Friday, May 19, 2017

What earthquake?

Starting in the mid-80s, geologists began looking into some odd clues around the Pacific Northwest. Clues like ghost forests, these swaths of dead cedar trees along the coast that died for no apparent reason.  Researchers from Oregon State starting taking sediment cores well out into the Pacific and found weird periodic layers of stuff.  Turns out, they were landslides from the continental shelf.  Big ones.

As recently as the '90s, Oregon thought of itself, weirdly, as being non-seismic.  I mean, the Ring of Fire is distinctly ring-ish.  And the Cascade Mountains have to come from somewhere, right?  Well, okay, about 50 miles off the coast, stretching from Cape Mendocino in California to well past Vancouver Island in Canada, lies the Cascadia Subduction Zone.  The CSZ is where the last remnants of the Juan de Fuca plate are being shoved under the (very slow-moving) bus that is the North American plate.  It's a hell of a thing.  Try this at home:  take a 10-mile thick slab of rock, all studded with boulders and whatnot, and push it under another slab of rock, maybe 50 miles thick and even less forgiving than your slab of rock.

No prizes for guessing:  this does not go well.  In other subduction zones, the average time between quakes is 100-200 years.  Here, we let the pressure build up a little bit.  Eventually, though, the North American plate overcomes the friction, snapping up along the edge (out in the ocean) and collapsing all through the center.  According to the offshore cores, the small ("small") earthquakes happen every 300 years or so:  these are in the 8.0-8.4 range.  The BIG earthquakes have an average return interval of around 500 years:  these can go up to 9.2.  The San Andreas is expected to max out around 8.0.

Uhh...

But wait.  There's more.  Those ghost trees....scientists cored them, too.  They think the trees were killed when the land under them suddenly dropped several feet and they were flooded with salt water.  It was sometime around the year 1700, probably in the winter.  You can learn a lot from coring, apparently.

Now, the punchline.  In 1996, a Japanese researcher published a paper about Japan's 'orphan tsunami,' an old report about one weird, 16-foot tall wave that came out of absolutely nowhere, with no warning and no associated earthquake.  It arrived in the middle of the night on January 26, 1700, about 10 hours after a massive earthquake rocked the Pacific Northwest.

So.  Oregon.  NOT non-seismic.  More about being "overdue" in the 'why now?' post.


_Task prompt_: Copy each line below as it stands, but skip any picture it contains.

_Source information_:
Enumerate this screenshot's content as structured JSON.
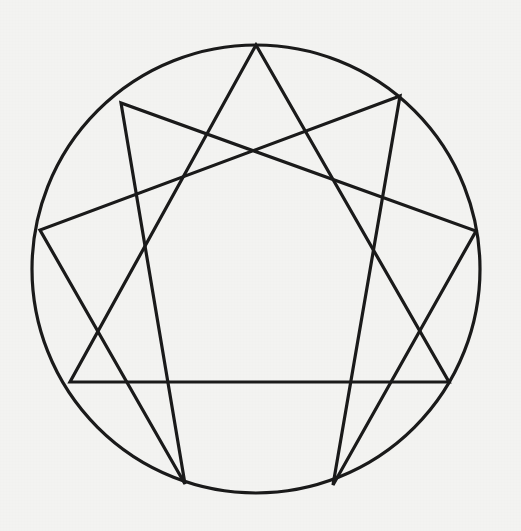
{
  "figure": {
    "name": "Enneagram",
    "type": "geometric-diagram",
    "background_color": "#f3f3f1",
    "stroke_color": "#1a1a1a",
    "circle": {
      "center_x": 256,
      "center_y": 269,
      "radius": 224,
      "stroke_width": 3.2
    },
    "points": [
      {
        "label": "9",
        "x": 256,
        "y": 45
      },
      {
        "label": "1",
        "x": 400,
        "y": 96
      },
      {
        "label": "2",
        "x": 476,
        "y": 231
      },
      {
        "label": "3",
        "x": 449,
        "y": 382
      },
      {
        "label": "4",
        "x": 333,
        "y": 485
      },
      {
        "label": "5",
        "x": 185,
        "y": 484
      },
      {
        "label": "6",
        "x": 70,
        "y": 382
      },
      {
        "label": "7",
        "x": 40,
        "y": 230
      },
      {
        "label": "8",
        "x": 121,
        "y": 103
      }
    ],
    "triangle": {
      "name": "inner-triangle",
      "vertex_labels": [
        "9",
        "3",
        "6"
      ],
      "stroke_width": 3.2,
      "path": "M 256 45 L 449 382 L 70 382 Z"
    },
    "hexad": {
      "name": "hexad-figure",
      "vertex_labels": [
        "1",
        "4",
        "2",
        "8",
        "5",
        "7"
      ],
      "stroke_width": 3.2,
      "path": "M 400 96 L 333 485 L 476 231 L 121 103 L 185 484 L 40 230 Z"
    }
  }
}
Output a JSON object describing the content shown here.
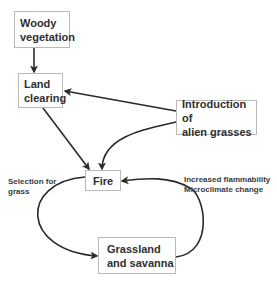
{
  "nodes": {
    "woody": {
      "line1": "Woody",
      "line2": "vegetation"
    },
    "land_clearing": {
      "line1": "Land",
      "line2": "clearing"
    },
    "alien_grasses": {
      "line1": "Introduction of",
      "line2": "alien grasses"
    },
    "fire": {
      "line1": "Fire"
    },
    "grassland": {
      "line1": "Grassland",
      "line2": "and savanna"
    }
  },
  "edge_labels": {
    "selection": {
      "line1": "Selection for",
      "line2": "grass"
    },
    "feedback": {
      "line1": "Increased flammability",
      "line2": "Microclimate change"
    }
  },
  "edges": [
    {
      "from": "Woody vegetation",
      "to": "Land clearing"
    },
    {
      "from": "Introduction of alien grasses",
      "to": "Land clearing"
    },
    {
      "from": "Land clearing",
      "to": "Fire"
    },
    {
      "from": "Introduction of alien grasses",
      "to": "Fire"
    },
    {
      "from": "Fire",
      "to": "Grassland and savanna",
      "label": "Selection for grass"
    },
    {
      "from": "Grassland and savanna",
      "to": "Fire",
      "label": "Increased flammability / Microclimate change"
    }
  ],
  "colors": {
    "line": "#2a2a2a",
    "box_border": "#b9b9b9",
    "text": "#2f2f2f"
  }
}
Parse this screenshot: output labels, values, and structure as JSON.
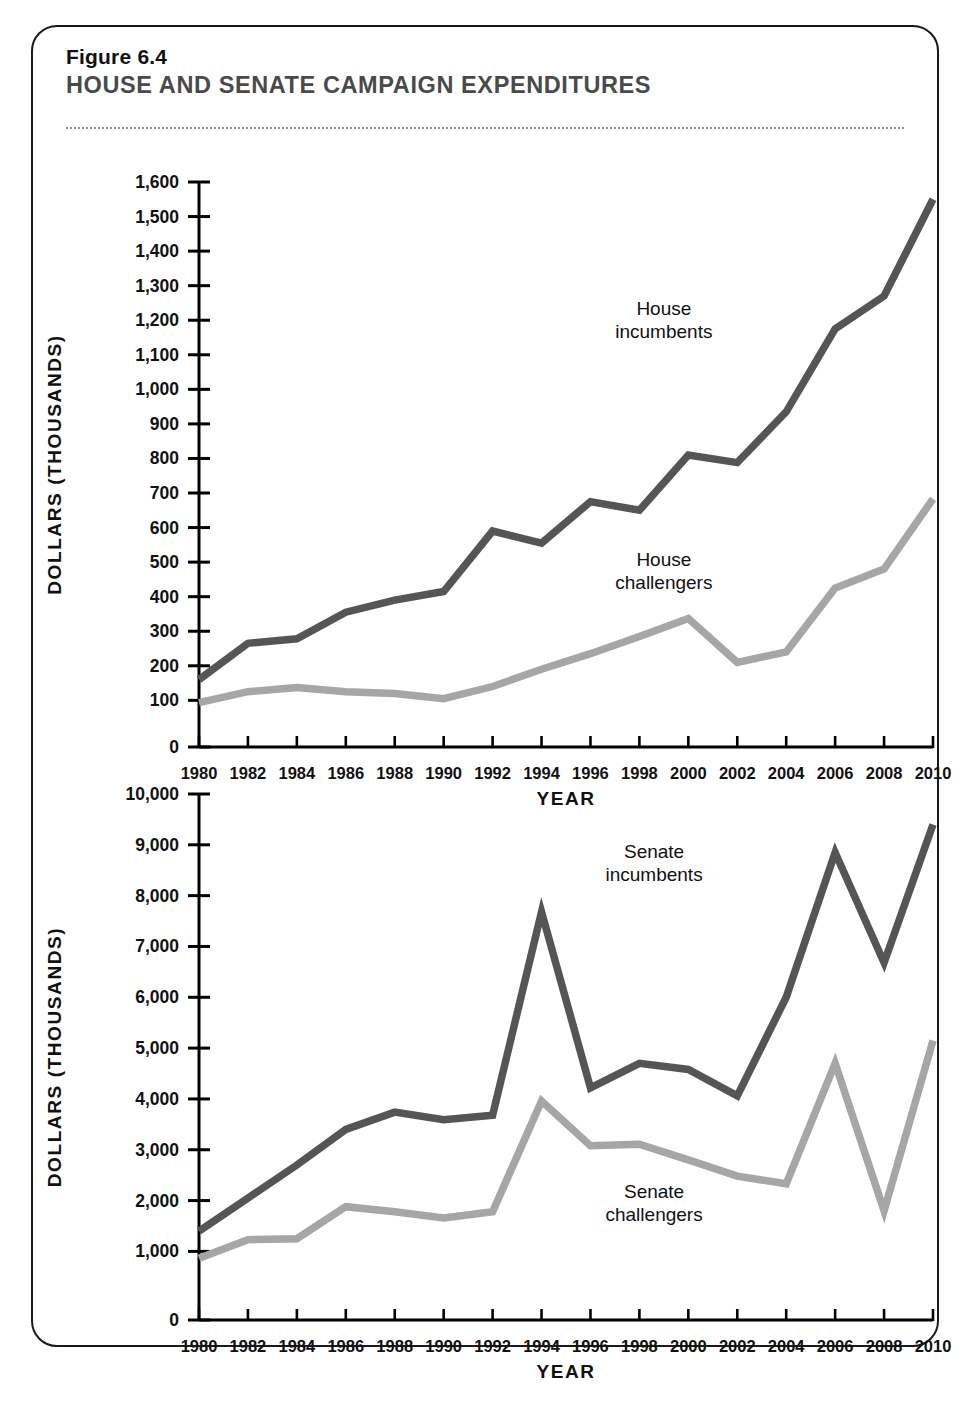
{
  "figure": {
    "number": "Figure 6.4",
    "title": "HOUSE AND SENATE CAMPAIGN EXPENDITURES"
  },
  "colors": {
    "incumbent_line": "#555555",
    "challenger_line": "#a6a6a6",
    "axis": "#000000",
    "title_gray": "#4a4a4a"
  },
  "chart_data": [
    {
      "id": "house",
      "type": "line",
      "title": "House campaign expenditures",
      "xlabel": "YEAR",
      "ylabel": "DOLLARS (THOUSANDS)",
      "x": [
        1980,
        1982,
        1984,
        1986,
        1988,
        1990,
        1992,
        1994,
        1996,
        1998,
        2000,
        2002,
        2004,
        2006,
        2008,
        2010
      ],
      "xtick_labels": [
        "1980",
        "1982",
        "1984",
        "1986",
        "1988",
        "1990",
        "1992",
        "1994",
        "1996",
        "1998",
        "2000",
        "2002",
        "2004",
        "2006",
        "2008",
        "2010"
      ],
      "ytick_labels": [
        "0",
        "100",
        "200",
        "300",
        "400",
        "500",
        "600",
        "700",
        "800",
        "900",
        "1,000",
        "1,100",
        "1,200",
        "1,300",
        "1,400",
        "1,500",
        "1,600"
      ],
      "ytick_values": [
        0,
        100,
        200,
        300,
        400,
        500,
        600,
        700,
        800,
        900,
        1000,
        1100,
        1200,
        1300,
        1400,
        1500,
        1600
      ],
      "ylim": [
        0,
        1600
      ],
      "grid": false,
      "legend": "inline-annotations",
      "series": [
        {
          "name": "House incumbents",
          "color": "#555555",
          "label_x": 1999.0,
          "label_y": 1215,
          "values": [
            160,
            265,
            278,
            355,
            390,
            415,
            590,
            555,
            675,
            650,
            810,
            788,
            935,
            1175,
            1270,
            1550
          ]
        },
        {
          "name": "House challengers",
          "color": "#a6a6a6",
          "label_x": 1999.0,
          "label_y": 490,
          "values": [
            95,
            125,
            137,
            125,
            120,
            105,
            140,
            190,
            235,
            285,
            337,
            210,
            240,
            425,
            480,
            683
          ]
        }
      ]
    },
    {
      "id": "senate",
      "type": "line",
      "title": "Senate campaign expenditures",
      "xlabel": "YEAR",
      "ylabel": "DOLLARS (THOUSANDS)",
      "x": [
        1980,
        1982,
        1984,
        1986,
        1988,
        1990,
        1992,
        1994,
        1996,
        1998,
        2000,
        2002,
        2004,
        2006,
        2008,
        2010
      ],
      "xtick_labels": [
        "1980",
        "1982",
        "1984",
        "1986",
        "1988",
        "1990",
        "1992",
        "1994",
        "1996",
        "1998",
        "2000",
        "2002",
        "2004",
        "2006",
        "2008",
        "2010"
      ],
      "ytick_labels": [
        "0",
        "1,000",
        "2,000",
        "3,000",
        "4,000",
        "5,000",
        "6,000",
        "7,000",
        "8,000",
        "9,000",
        "10,000"
      ],
      "ytick_values": [
        0,
        1000,
        2000,
        3000,
        4000,
        5000,
        6000,
        7000,
        8000,
        9000,
        10000
      ],
      "ylim": [
        0,
        10000
      ],
      "grid": false,
      "legend": "inline-annotations",
      "series": [
        {
          "name": "Senate incumbents",
          "color": "#555555",
          "label_x": 1998.6,
          "label_y": 8750,
          "values": [
            1400,
            2050,
            2700,
            3400,
            3740,
            3590,
            3680,
            7680,
            4220,
            4700,
            4580,
            4060,
            6000,
            8850,
            6680,
            9400
          ]
        },
        {
          "name": "Senate challengers",
          "color": "#a6a6a6",
          "label_x": 1998.6,
          "label_y": 2050,
          "values": [
            900,
            1230,
            1250,
            1880,
            1780,
            1660,
            1780,
            3960,
            3080,
            3110,
            2800,
            2480,
            2330,
            4700,
            1800,
            5150
          ]
        }
      ]
    }
  ]
}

_Answer to this task_:
Enumerate this screenshot's content as structured JSON.
{
  "figure": {
    "name": "Enneagram",
    "type": "geometric-diagram",
    "background_color": "#f3f3f1",
    "stroke_color": "#1a1a1a",
    "circle": {
      "center_x": 256,
      "center_y": 269,
      "radius": 224,
      "stroke_width": 3.2
    },
    "points": [
      {
        "label": "9",
        "x": 256,
        "y": 45
      },
      {
        "label": "1",
        "x": 400,
        "y": 96
      },
      {
        "label": "2",
        "x": 476,
        "y": 231
      },
      {
        "label": "3",
        "x": 449,
        "y": 382
      },
      {
        "label": "4",
        "x": 333,
        "y": 485
      },
      {
        "label": "5",
        "x": 185,
        "y": 484
      },
      {
        "label": "6",
        "x": 70,
        "y": 382
      },
      {
        "label": "7",
        "x": 40,
        "y": 230
      },
      {
        "label": "8",
        "x": 121,
        "y": 103
      }
    ],
    "triangle": {
      "name": "inner-triangle",
      "vertex_labels": [
        "9",
        "3",
        "6"
      ],
      "stroke_width": 3.2,
      "path": "M 256 45 L 449 382 L 70 382 Z"
    },
    "hexad": {
      "name": "hexad-figure",
      "vertex_labels": [
        "1",
        "4",
        "2",
        "8",
        "5",
        "7"
      ],
      "stroke_width": 3.2,
      "path": "M 400 96 L 333 485 L 476 231 L 121 103 L 185 484 L 40 230 Z"
    }
  }
}
Output a JSON object describing the content shown here.
{
  "nodes": {
    "woody": {
      "line1": "Woody",
      "line2": "vegetation"
    },
    "land_clearing": {
      "line1": "Land",
      "line2": "clearing"
    },
    "alien_grasses": {
      "line1": "Introduction of",
      "line2": "alien grasses"
    },
    "fire": {
      "line1": "Fire"
    },
    "grassland": {
      "line1": "Grassland",
      "line2": "and savanna"
    }
  },
  "edge_labels": {
    "selection": {
      "line1": "Selection for",
      "line2": "grass"
    },
    "feedback": {
      "line1": "Increased flammability",
      "line2": "Microclimate change"
    }
  },
  "edges": [
    {
      "from": "Woody vegetation",
      "to": "Land clearing"
    },
    {
      "from": "Introduction of alien grasses",
      "to": "Land clearing"
    },
    {
      "from": "Land clearing",
      "to": "Fire"
    },
    {
      "from": "Introduction of alien grasses",
      "to": "Fire"
    },
    {
      "from": "Fire",
      "to": "Grassland and savanna",
      "label": "Selection for grass"
    },
    {
      "from": "Grassland and savanna",
      "to": "Fire",
      "label": "Increased flammability / Microclimate change"
    }
  ],
  "colors": {
    "line": "#2a2a2a",
    "box_border": "#b9b9b9",
    "text": "#2f2f2f"
  }
}
Parse this screenshot: output labels, values, and structure as JSON.
{
  "figure": {
    "number": "Figure 6.4",
    "title": "HOUSE AND SENATE CAMPAIGN EXPENDITURES"
  },
  "colors": {
    "incumbent_line": "#555555",
    "challenger_line": "#a6a6a6",
    "axis": "#000000",
    "title_gray": "#4a4a4a"
  },
  "chart_data": [
    {
      "id": "house",
      "type": "line",
      "title": "House campaign expenditures",
      "xlabel": "YEAR",
      "ylabel": "DOLLARS (THOUSANDS)",
      "x": [
        1980,
        1982,
        1984,
        1986,
        1988,
        1990,
        1992,
        1994,
        1996,
        1998,
        2000,
        2002,
        2004,
        2006,
        2008,
        2010
      ],
      "xtick_labels": [
        "1980",
        "1982",
        "1984",
        "1986",
        "1988",
        "1990",
        "1992",
        "1994",
        "1996",
        "1998",
        "2000",
        "2002",
        "2004",
        "2006",
        "2008",
        "2010"
      ],
      "ytick_labels": [
        "0",
        "100",
        "200",
        "300",
        "400",
        "500",
        "600",
        "700",
        "800",
        "900",
        "1,000",
        "1,100",
        "1,200",
        "1,300",
        "1,400",
        "1,500",
        "1,600"
      ],
      "ytick_values": [
        0,
        100,
        200,
        300,
        400,
        500,
        600,
        700,
        800,
        900,
        1000,
        1100,
        1200,
        1300,
        1400,
        1500,
        1600
      ],
      "ylim": [
        0,
        1600
      ],
      "grid": false,
      "legend": "inline-annotations",
      "series": [
        {
          "name": "House incumbents",
          "color": "#555555",
          "label_x": 1999.0,
          "label_y": 1215,
          "values": [
            160,
            265,
            278,
            355,
            390,
            415,
            590,
            555,
            675,
            650,
            810,
            788,
            935,
            1175,
            1270,
            1550
          ]
        },
        {
          "name": "House challengers",
          "color": "#a6a6a6",
          "label_x": 1999.0,
          "label_y": 490,
          "values": [
            95,
            125,
            137,
            125,
            120,
            105,
            140,
            190,
            235,
            285,
            337,
            210,
            240,
            425,
            480,
            683
          ]
        }
      ]
    },
    {
      "id": "senate",
      "type": "line",
      "title": "Senate campaign expenditures",
      "xlabel": "YEAR",
      "ylabel": "DOLLARS (THOUSANDS)",
      "x": [
        1980,
        1982,
        1984,
        1986,
        1988,
        1990,
        1992,
        1994,
        1996,
        1998,
        2000,
        2002,
        2004,
        2006,
        2008,
        2010
      ],
      "xtick_labels": [
        "1980",
        "1982",
        "1984",
        "1986",
        "1988",
        "1990",
        "1992",
        "1994",
        "1996",
        "1998",
        "2000",
        "2002",
        "2004",
        "2006",
        "2008",
        "2010"
      ],
      "ytick_labels": [
        "0",
        "1,000",
        "2,000",
        "3,000",
        "4,000",
        "5,000",
        "6,000",
        "7,000",
        "8,000",
        "9,000",
        "10,000"
      ],
      "ytick_values": [
        0,
        1000,
        2000,
        3000,
        4000,
        5000,
        6000,
        7000,
        8000,
        9000,
        10000
      ],
      "ylim": [
        0,
        10000
      ],
      "grid": false,
      "legend": "inline-annotations",
      "series": [
        {
          "name": "Senate incumbents",
          "color": "#555555",
          "label_x": 1998.6,
          "label_y": 8750,
          "values": [
            1400,
            2050,
            2700,
            3400,
            3740,
            3590,
            3680,
            7680,
            4220,
            4700,
            4580,
            4060,
            6000,
            8850,
            6680,
            9400
          ]
        },
        {
          "name": "Senate challengers",
          "color": "#a6a6a6",
          "label_x": 1998.6,
          "label_y": 2050,
          "values": [
            900,
            1230,
            1250,
            1880,
            1780,
            1660,
            1780,
            3960,
            3080,
            3110,
            2800,
            2480,
            2330,
            4700,
            1800,
            5150
          ]
        }
      ]
    }
  ]
}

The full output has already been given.